Anchor Study 1: Finno-Karelian Kalevalaic Poems as ‘Things’ in the World

Anchor study 1, led by Tuukka Karlsson, examines three genres of Kalevala-metric poetry: incantations, epic, and lyric. The study is interested in emic conceptions of the materialities of these text types. Theoretically, the investigation engages with linguistic anthropologic discussions on semiotic ideologies, registers, and affordances residing in material and immaterial signs. In addition, methods developed in folklore studies are applied to the large corpora of texts the study makes use of.

The study uses the digitized corpora of published Kalevala-metric poetry (skvr.fi), which comprises approximately 89,000 texts and fragments of various genres. Additionally, approximately 60,000 unpublished archived texts and fragments are used as a complementary research corpus. The poetic material constitutes the data that will be investigated for implicit and explicit evaluations and (re)valorizations of the material aspects residing in the tradition. Collectors’ correspondence and field notes, such as those of Iivo Marttini, are also examined to explore differences between performers’ and collectors’ conceptions of text and text-type valorizations.

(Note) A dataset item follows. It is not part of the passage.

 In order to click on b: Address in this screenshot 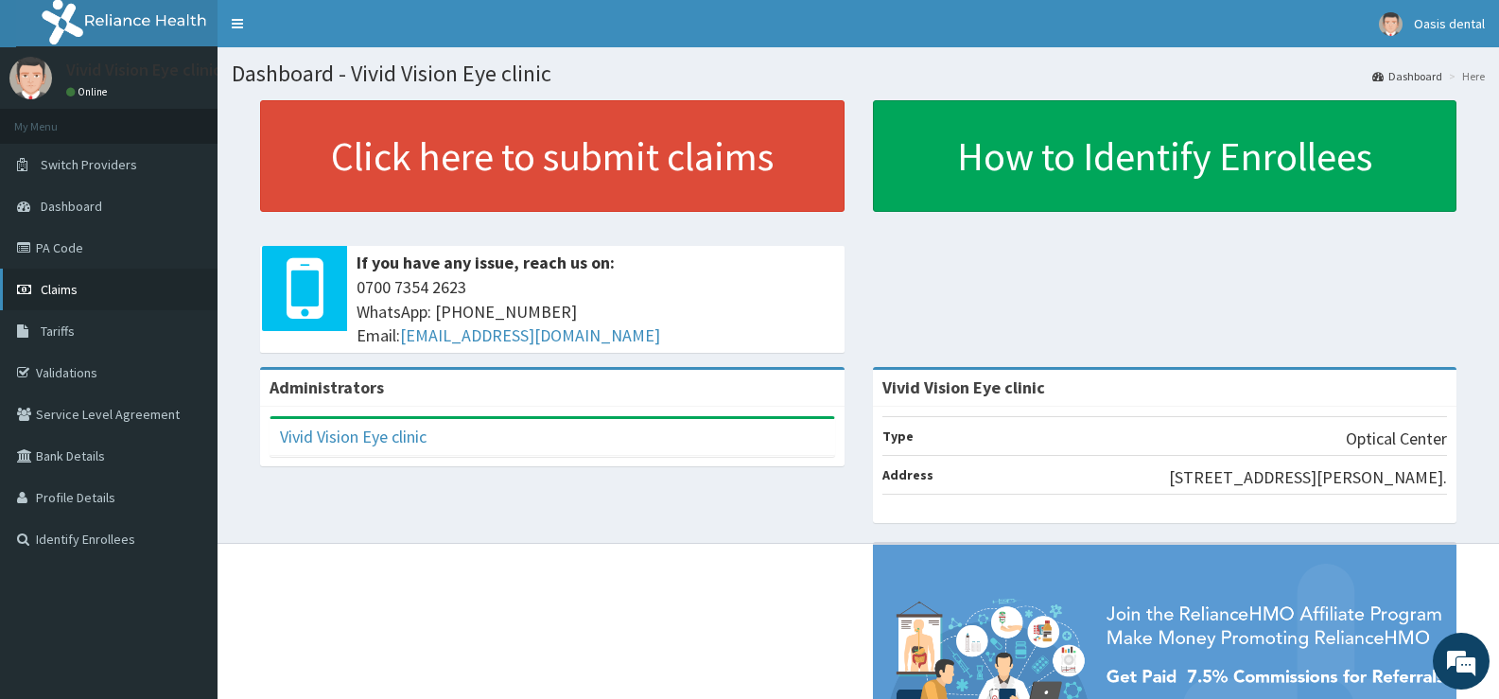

This anchor study is interested in the material affordances of various genres and the potential differences in how texts of various genres are connected with different materialities in vernacular metadiscourse.

From vernacular considerations of oral texts and genres, this anchor study advances to the reception, utilization, and vernacular conceptions of Lönnrot’s Kalevala in Viena Karelia during the latter half of the 19th century. This stage situates vernacular conceptions of texts and their evaluation in relation to those of researchers. Especially toward the end of the 19th and early 20th century, the research and archival paradigms guiding the collection of Kalevala-metric poetry conceived some performances as ‘inauthentic’, such as poems thought to be learned from Lönnrot’s epic. A category “Learned from The Kalevala” was even used to separate poems seen as less valuable than the so-called authentic texts in the publication of an edition of the corpus, placing them in a separate section rather than with other poems of the same genre, subject, or formal type. This part of the study examines the material and immaterial aspects of language ideologies and registers (those of the collectors and those of the community members). It investigates both sides of the oral tradition’s reception in material form outside its domain of everyday use. On the one hand, it examines how vernacular mythic and ritual poetry was treated and discussed in circles outside of its traditional use, as in newspapers from the 19th and early 20th century. On the other hand, it analyzes the re-introduction of this poetry to the oral poets or original authors.

Finally, this anchor study looks into diachronic enregisterment processes and changes in how the poems have been interpreted, becoming bundled together with materialities during the 19th and early 20th century. This study will offer new perspectives on how the poetry’s affordances have changed from pre-modern times to the early years of modernization.